A HOLIDAY MIRACLE?
by Phil Radoff
On Christmas evening, as my brother and sister-in-law were driving off, I waved goodbye and threw the switch to turn on the outside lights to illuminate their path down the driveway. After they left, my wife walked to the mailbox at the end of the driveway to retrieve yesterday’s mail, which we hadn’t bothered to collect on Christmas Eve. We don’t normally rush to collect the mail, which is likely to be 90% junk anyway, a combination of solicitations from worthy charities to which we have already contributed–or decided not to–and offers for goods and services in which we have no interest.
When my wife returned with a meager collection of envelopes, she reported that all of the lights along the driveway were illuminated.
“How can that be?” I asked, incredulous. The street level light hadn’t come on in more than a year. Indeed, its failure to turn on was a continuing source of annoyance and exasperation in view of its previous history. Two winters ago, our former snow removal service had clumsily managed to sever the final segment of electrical wire running from the middle lamp to the street level lamp. Despite numerous emails and phone calls, the snow removers had failed to take any steps to repair the break or even to respond to our communications, and we parted ways with them after more than 20 years of increasingly spotty service.
During the last winter a severe storm had broken many tree limbs across the front lawn, and some of them had damaged three of the four outside lamps. Remarkably, the street level lamp was untouched. We were able to replace or repair the three damaged lamps, while we tried to decide whether to hire an electrician to restore the connection to the fourth or undertake on our own to join the ends of the previously severed wires, now separated by a gap of about six inches.
Ultimately, the desire to do it ourselves won out, and, after a few false starts, I consulted a helpful Home Depot employee and purchased: some wire connectors, a length of three-wire underground cabling, and a roll of tape, all guaranteed to be water-proof and suitable for connections destined to remain underground, and I set to work. Stripping the wires and making the splice at each end of the break wasn’t as easy in the event as it seems in the retelling, but at last the repair was completed and the segment of spliced wire was wrapped in a plastic bag and tied at each end. My wife (the gardener) dug a short trench about four inches deep and we buried the newly spliced cable to the level of the connecting segments. With some trepidation, we threw the switch and were rewarded with four brightly shining lamps. Success!

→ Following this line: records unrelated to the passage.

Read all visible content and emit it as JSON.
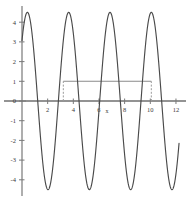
{
  "chart_data": {
    "type": "line",
    "title": "",
    "subtitle": "",
    "xlabel": "x",
    "ylabel": "",
    "xlim": [
      -0.35,
      12.6
    ],
    "ylim": [
      -4.9,
      4.9
    ],
    "grid": false,
    "legend": null,
    "background": "#ffffff",
    "axis_color": "#7a7a7a",
    "curve_color": "#4a4a4a",
    "marker_color": "#8a8a8a",
    "xticks": [
      2,
      4,
      6,
      8,
      10,
      12
    ],
    "xtick_labels": [
      "2",
      "4",
      "6",
      "8",
      "10",
      "12"
    ],
    "yticks": [
      4,
      3,
      2,
      1,
      0,
      -1,
      -2,
      -3,
      -4
    ],
    "ytick_labels": [
      "4",
      "3",
      "2",
      "1",
      "0",
      "-1",
      "-2",
      "-3",
      "-4"
    ],
    "series": [
      {
        "name": "sinusoid",
        "type": "line",
        "color": "#4a4a4a",
        "amplitude": 4.5,
        "period": 3.22,
        "phase_peak_x": 0.42,
        "x_start": 0.0,
        "x_end": 12.25,
        "y_start": 3.05,
        "y_end": -2.05,
        "peaks_x": [
          0.42,
          3.64,
          6.86,
          10.08
        ],
        "peaks_y": [
          4.5,
          4.5,
          4.5,
          4.5
        ],
        "troughs_x": [
          2.03,
          5.25,
          8.47,
          11.69
        ],
        "troughs_y": [
          -4.5,
          -4.5,
          -4.5,
          -4.5
        ]
      }
    ],
    "annotations": [
      {
        "name": "period-measure-line",
        "type": "horizontal-segment",
        "y": 1.0,
        "x_from": 3.22,
        "x_to": 10.08,
        "color": "#8a8a8a"
      },
      {
        "name": "left-drop-line",
        "type": "vertical-dashed",
        "x": 3.22,
        "y_from": 0.0,
        "y_to": 1.0,
        "color": "#9a9a9a"
      },
      {
        "name": "right-drop-line",
        "type": "vertical-dashed",
        "x": 10.08,
        "y_from": 0.0,
        "y_to": 1.0,
        "color": "#9a9a9a"
      }
    ]
  },
  "axis": {
    "x_label": "x",
    "y_label": ""
  }
}
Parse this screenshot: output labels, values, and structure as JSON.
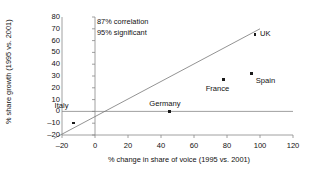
{
  "chart_data": {
    "type": "scatter",
    "title": "",
    "xlabel": "% change in share of voice (1995 vs. 2001)",
    "ylabel": "% share growth (1995 vs. 2001)",
    "xlim": [
      -20,
      120
    ],
    "ylim": [
      -20,
      80
    ],
    "xticks": [
      -20,
      0,
      20,
      40,
      60,
      80,
      100,
      120
    ],
    "yticks": [
      -20,
      -10,
      0,
      10,
      20,
      30,
      40,
      50,
      60,
      70,
      80
    ],
    "xtick_labels": [
      "–20",
      "0",
      "20",
      "40",
      "60",
      "80",
      "100",
      "120"
    ],
    "ytick_labels": [
      "80",
      "70",
      "60",
      "50",
      "40",
      "30",
      "20",
      "10",
      "0",
      "–10",
      "–20"
    ],
    "grid": false,
    "legend": false,
    "points": [
      {
        "label": "Italy",
        "x": -13,
        "y": -10,
        "label_dx": -19,
        "label_dy": -21
      },
      {
        "label": "Germany",
        "x": 45,
        "y": 0,
        "label_dx": -20,
        "label_dy": -11
      },
      {
        "label": "France",
        "x": 78,
        "y": 27,
        "label_dx": -18,
        "label_dy": 5
      },
      {
        "label": "Spain",
        "x": 95,
        "y": 32,
        "label_dx": 4,
        "label_dy": 3
      },
      {
        "label": "UK",
        "x": 97,
        "y": 65,
        "label_dx": 5,
        "label_dy": -5
      }
    ],
    "trendline": {
      "x0": -25,
      "y0": -23,
      "x1": 100,
      "y1": 70
    },
    "annotations": [
      "87% correlation",
      "95% significant"
    ],
    "colors": {
      "point": "#1a1a1a",
      "axis": "#888888",
      "trendline": "#777777",
      "text": "#111111",
      "background": "#ffffff"
    }
  }
}
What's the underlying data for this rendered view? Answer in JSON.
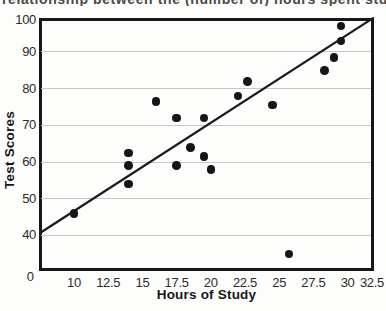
{
  "caption_fragment": "relationship between the (number of) hours spent studying and the grades on the big exam",
  "chart_data": {
    "type": "scatter",
    "title": "",
    "xlabel": "Hours of Study",
    "ylabel": "Test Scores",
    "origin_label": "0",
    "x_ticks": [
      10,
      12.5,
      15,
      17.5,
      20,
      22.5,
      25,
      27.5,
      30,
      32.5
    ],
    "y_ticks": [
      100,
      90,
      80,
      70,
      60,
      50,
      40
    ],
    "grid_values": [
      90,
      80,
      70,
      60,
      50,
      40
    ],
    "x_axis_visible_range": [
      7.5,
      32.2
    ],
    "y_axis_visible_range": [
      30.5,
      100
    ],
    "grid": "horizontal only",
    "points": [
      [
        10,
        46
      ],
      [
        14,
        54
      ],
      [
        14,
        59
      ],
      [
        14,
        62.5
      ],
      [
        16,
        76.5
      ],
      [
        17.5,
        59
      ],
      [
        17.5,
        72
      ],
      [
        18.5,
        64
      ],
      [
        19.5,
        61.5
      ],
      [
        19.5,
        72
      ],
      [
        20,
        58
      ],
      [
        22,
        78
      ],
      [
        22.7,
        82
      ],
      [
        24.5,
        75.5
      ],
      [
        25.7,
        35
      ],
      [
        28.3,
        85
      ],
      [
        29,
        88.5
      ],
      [
        29.5,
        93
      ],
      [
        29.5,
        97
      ]
    ],
    "trendline": {
      "x1": 7.57,
      "y1": 40.8,
      "x2": 31.86,
      "y2": 99.2
    },
    "colors": {
      "points": "#161616",
      "trendline": "#1c1c1c",
      "grid": "#c6c6c6",
      "frame": "#171717",
      "labels": "#2b2b2b"
    }
  }
}
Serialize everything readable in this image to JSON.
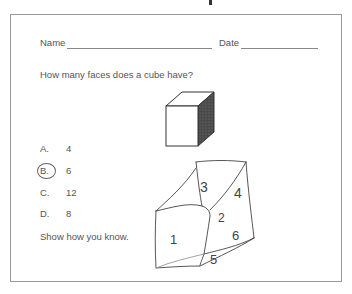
{
  "worksheet": {
    "name_label": "Name",
    "date_label": "Date",
    "question": "How many faces does a cube have?",
    "options": [
      {
        "letter": "A.",
        "value": "4",
        "selected": false
      },
      {
        "letter": "B.",
        "value": "6",
        "selected": true
      },
      {
        "letter": "C.",
        "value": "12",
        "selected": false
      },
      {
        "letter": "D.",
        "value": "8",
        "selected": false
      }
    ],
    "prompt": "Show how you know.",
    "sketch_labels": [
      "1",
      "2",
      "3",
      "4",
      "5",
      "6"
    ]
  }
}
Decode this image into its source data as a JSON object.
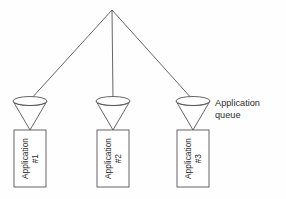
{
  "diagram": {
    "background_color": "#fefefe",
    "stroke_color": "#555555",
    "text_color": "#2b2b2b",
    "source": {
      "name": "source-node",
      "x": 112,
      "y": 10
    },
    "annotation": {
      "name": "application-queue-label",
      "line1": "Application",
      "line2": "queue",
      "x": 215,
      "y": 98
    },
    "funnels": [
      {
        "name": "funnel-1",
        "cx": 30,
        "top_y": 101,
        "tip_y": 130,
        "rx": 17,
        "ry": 4.5
      },
      {
        "name": "funnel-2",
        "cx": 113,
        "top_y": 101,
        "tip_y": 130,
        "rx": 17,
        "ry": 4.5
      },
      {
        "name": "funnel-3",
        "cx": 193,
        "top_y": 101,
        "tip_y": 130,
        "rx": 17,
        "ry": 4.5
      }
    ],
    "boxes": [
      {
        "name": "application-box-1",
        "label": "Application",
        "sublabel": "#1",
        "x": 14,
        "y": 130,
        "width": 32,
        "height": 57
      },
      {
        "name": "application-box-2",
        "label": "Application",
        "sublabel": "#2",
        "x": 97,
        "y": 130,
        "width": 32,
        "height": 57
      },
      {
        "name": "application-box-3",
        "label": "Application",
        "sublabel": "#3",
        "x": 177,
        "y": 130,
        "width": 32,
        "height": 57
      }
    ],
    "connectors": [
      {
        "name": "connector-to-funnel-1",
        "x1": 112,
        "y1": 10,
        "x2": 30,
        "y2": 100
      },
      {
        "name": "connector-to-funnel-2",
        "x1": 112,
        "y1": 10,
        "x2": 113,
        "y2": 100
      },
      {
        "name": "connector-to-funnel-3",
        "x1": 112,
        "y1": 10,
        "x2": 193,
        "y2": 100
      }
    ]
  }
}
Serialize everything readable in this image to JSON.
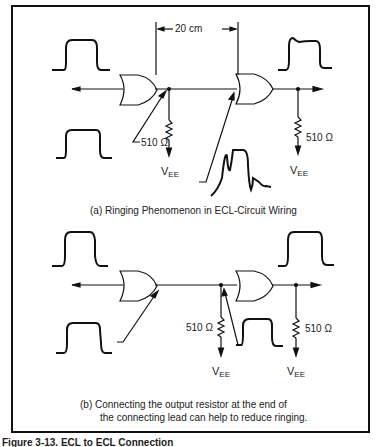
{
  "diagram": {
    "panel_a": {
      "dimension_label": "20 cm",
      "resistor_left": "510 Ω",
      "resistor_right": "510 Ω",
      "supply_left": {
        "main": "V",
        "sub": "EE"
      },
      "supply_right": {
        "main": "V",
        "sub": "EE"
      },
      "caption": "(a)  Ringing Phenomenon in ECL-Circuit Wiring"
    },
    "panel_b": {
      "resistor_left": "510 Ω",
      "resistor_right": "510 Ω",
      "supply_left": {
        "main": "V",
        "sub": "EE"
      },
      "supply_right": {
        "main": "V",
        "sub": "EE"
      },
      "caption_line1": "(b)  Connecting the output resistor at the end of",
      "caption_line2": "the connecting lead can help to reduce ringing."
    },
    "figure_caption": "Figure 3-13.  ECL to ECL Connection"
  }
}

As it happens, we rarely use the outside lights, so it was months before we felt the need to turn them on again. Imagine our chagrin when the street-level lamp refused to come on. Must be a blown light bulb, right? So I duly removed the top of the fixture, reached in and unscrewed the light bulb. I had brought along a Simpson meter to check for continuity, and found that the bulb was fine. Just in case, I replaced it with a new bulb and again threw the switch. The lamp remained dark. So all that effort to make the splice waterproof had been in vain. Ground water must have found its way into the joint and created an open circuit. To make matters worse, I hadn’t thought to mark or take note of the spot where we had spliced the severed wires, so we would have to dig around quite a bit to relocate it. Ugh. Not worth the effort. We would live with three lamps and give up on the fourth, at least for now.
So…when on Christmas evening my wife walked down to collect the mail, she was surprised–amazed, really–to see that all of the lamps were on.
I was equally amazed. As a former physicist, I felt sure there must be a scientific explanation, but perhaps there was another, more intriguing answer. Perhaps it was our own version of the miracle of the Hanukkah lights, where one night’s oil miraculously lasted for eight nights. After all, Christmas night was also the third night of the eight-night Hanukkah festival. Or perhaps it was the distant jingle of sleigh bells that my wife thought she had heard, but had initially discounted as the product of an overactive imagination. Indeed, as she opened the door to the house I too could have sworn I heard a faint but distinct “ho-ho-ho” off in the distance.
Not quite believing in the miracle of the lamp, whatever the explanation, I again threw the switch on the day after Christmas. Again, all four lamps were illuminated. In the spirit of true scientific inquiry, I determined to run this test each night until the day after Hanukkah. I told myself that if the lamp was lit on each day of the festival and again on day 9, there must indeed be a scientific explanation; but if the lamp was lit only on the eight days of the festival and returned to darkness on day 9 and thereafter, the miracle would be confirmed.
I felt duty bound to write to my brother to tell him about the mystery of the last driveway lamp and the alternate explanations I was considering. On day 8 of the Hanukkah festival he wrote back to say that, as he and his wife were driving off, he had noticed that the street-level lamp was dark, so he stopped the car, got out, and kicked the lamp post, whereupon the light came on.
I didn’t bother to run any further tests.

Phil Radoff is an ex-physicist, retired lawyer, and longtime BOLLI member and SGL. For many years, he has led opera courses and has been a frequent lunchtime speaker on the operas of Mozart, Verdi, and others. Phil has also written several one-act comedies and published a short-story collection (Butterflies…and other stories). His stories have appeared in the BOLLI Journal and in other periodicals.